The rain had finished, and wind had sprung up to send away the mist and open the sky. As a lad, I'd loved the enormous skies arching over the farmland that rolled to miles of marshes and gray sea. This was the land of my childhood, where I'd played among the tall marsh grass and hidden in fishing boats so I could go out to sea with the men. The fishermen had taught me to fish, and I'd brought the spoils home to our cook, who was careful not to tell my father where she'd obtained them.
I'd roamed fearlessly, brought home when I strayed too far by farmers, villagers, fishermen, or the publican at Parson's Point. I'd found many ways to elude the nannies, tutors, horse masters, or whatever teacher of the moment my father saw fit to employ. None stayed long, and he'd always try to cheat them out of their fee.
It was in this land that I'd learned the lure of the fairer sex, the first in the form of a barmaid in Blakeney the summer I'd been fifteen.

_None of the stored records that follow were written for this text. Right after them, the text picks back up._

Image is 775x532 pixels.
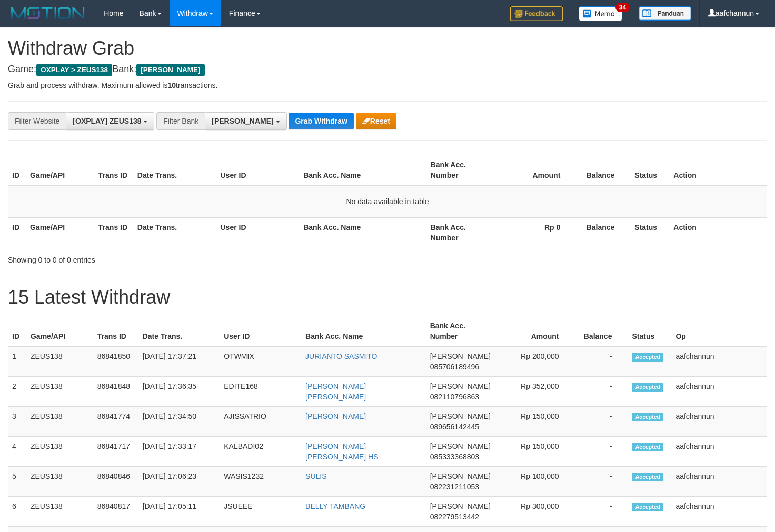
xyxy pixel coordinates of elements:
th: Game/API [26,218,94,247]
td: aafchannun [671,346,767,377]
td: WASIS1232 [220,467,301,497]
td: 1 [8,346,26,377]
img: panduan.png [638,7,691,20]
td: Rp 150,000 [495,407,575,437]
th: Bank Acc. Number [426,316,495,346]
th: Bank Acc. Name [299,156,426,185]
th: Bank Acc. Name [301,316,426,346]
th: ID [8,316,26,346]
td: 5 [8,467,26,497]
td: - [575,437,628,467]
td: [DATE] 17:05:11 [139,497,220,527]
span: [PERSON_NAME] [430,502,491,510]
td: 86841774 [93,407,139,437]
th: Rp 0 [495,218,576,247]
th: Bank Acc. Name [299,218,426,247]
td: Rp 300,000 [495,497,575,527]
span: Accepted [632,382,664,392]
td: ZEUS138 [26,467,93,497]
td: ZEUS138 [26,437,93,467]
span: Copy 082110796863 to clipboard [430,393,479,401]
td: ZEUS138 [26,497,93,527]
th: Balance [575,316,628,346]
span: [PERSON_NAME] [430,382,491,390]
a: [PERSON_NAME] [305,412,366,421]
span: [PERSON_NAME] [137,64,204,76]
span: Accepted [632,413,664,421]
th: Trans ID [94,218,133,247]
td: [DATE] 17:33:17 [139,437,220,467]
td: 86841850 [93,346,139,377]
td: 3 [8,407,26,437]
th: Amount [495,316,575,346]
p: Grab and process withdraw. Maximum allowed is transactions. [8,80,767,90]
td: ZEUS138 [26,407,93,437]
a: SULIS [305,472,326,481]
span: Accepted [632,502,664,512]
span: 34 [615,3,630,12]
span: [PERSON_NAME] [212,117,273,125]
th: Action [669,156,767,185]
th: Balance [576,218,631,247]
span: [PERSON_NAME] [430,472,491,481]
td: OTWMIX [220,346,301,377]
td: 86841848 [93,377,139,407]
span: Copy 089656142445 to clipboard [430,423,479,431]
span: [OXPLAY] ZEUS138 [73,117,141,125]
th: Amount [495,156,576,185]
span: Copy 082231211053 to clipboard [430,483,479,491]
img: Feedback.jpg [511,7,563,21]
button: [OXPLAY] ZEUS138 [66,112,154,130]
th: Action [669,218,767,247]
td: 86841717 [93,437,139,467]
td: JSUEEE [220,497,301,527]
th: Bank Acc. Number [427,218,495,247]
td: Rp 100,000 [495,467,575,497]
th: Date Trans. [139,316,220,346]
th: User ID [216,156,299,185]
a: BELLY TAMBANG [305,502,365,510]
td: Rp 150,000 [495,437,575,467]
span: [PERSON_NAME] [430,352,491,361]
td: Rp 200,000 [495,346,575,377]
td: - [575,346,628,377]
td: aafchannun [671,497,767,527]
h1: 15 Latest Withdraw [8,287,767,308]
td: 86840817 [93,497,139,527]
td: ZEUS138 [26,377,93,407]
span: Copy 085333368803 to clipboard [430,453,479,461]
td: 4 [8,437,26,467]
th: Op [671,316,767,346]
span: Accepted [632,353,664,361]
th: Game/API [26,156,94,185]
th: Bank Acc. Number [427,156,495,185]
th: Status [631,156,669,185]
td: ZEUS138 [26,346,93,377]
td: [DATE] 17:34:50 [139,407,220,437]
td: aafchannun [671,437,767,467]
span: Accepted [632,473,664,481]
td: - [575,497,628,527]
td: 86840846 [93,467,139,497]
td: - [575,407,628,437]
div: Filter Bank [156,112,205,130]
th: Status [628,316,671,346]
td: KALBADI02 [220,437,301,467]
td: [DATE] 17:37:21 [139,346,220,377]
td: Rp 352,000 [495,377,575,407]
button: Reset [356,113,396,129]
th: Status [631,218,669,247]
a: JURIANTO SASMITO [305,352,377,361]
img: Button%20Memo.svg [578,7,623,21]
span: [PERSON_NAME] [430,442,491,450]
th: ID [8,156,26,185]
strong: 10 [168,81,176,90]
h1: Withdraw Grab [8,38,767,59]
td: aafchannun [671,407,767,437]
td: - [575,377,628,407]
td: [DATE] 17:36:35 [139,377,220,407]
td: AJISSATRIO [220,407,301,437]
td: aafchannun [671,467,767,497]
td: No data available in table [8,185,767,218]
a: [PERSON_NAME] [PERSON_NAME] [305,382,366,401]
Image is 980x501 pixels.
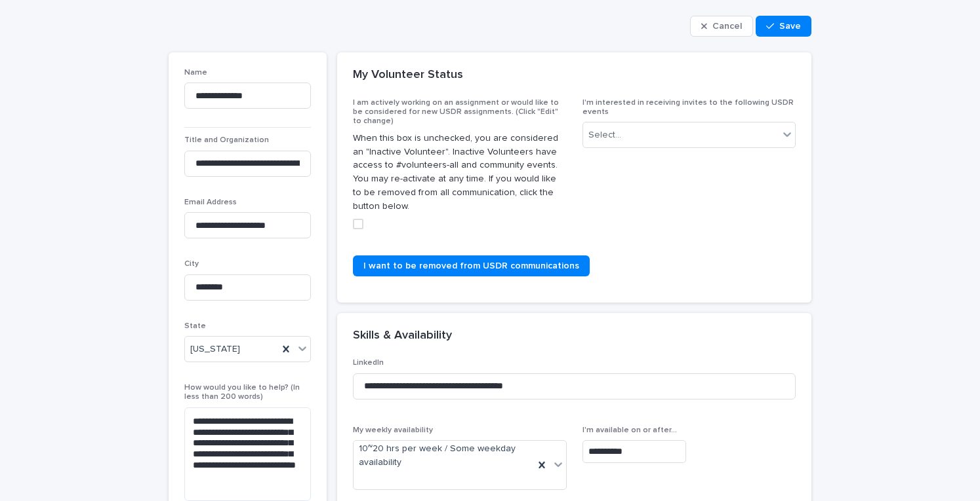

She'd been older than me-sixteen-and I'd thought her the most beautiful creature I'd ever seen.
I'd reveled in the conquest until I returned to school at Michaelmas, to later learn that said young woman was quite loose with her favors. Ours would hardly be the love of legend. She'd married at eighteen and gone to Suffolk with her husband, and was there now for all I knew.
Cooper said nothing on the road, a man with a habit of silence. I who never liked talking for the sake of it started to find him restful.
We went through the gate to the weed-choked drive. Cooper glanced about askance as he climbed over bracken on the way to the house. A cart stood in front of it, the horse let loose to graze as he liked. I dismounted, removed my horse's saddle and bridle, and let it join the carthorse.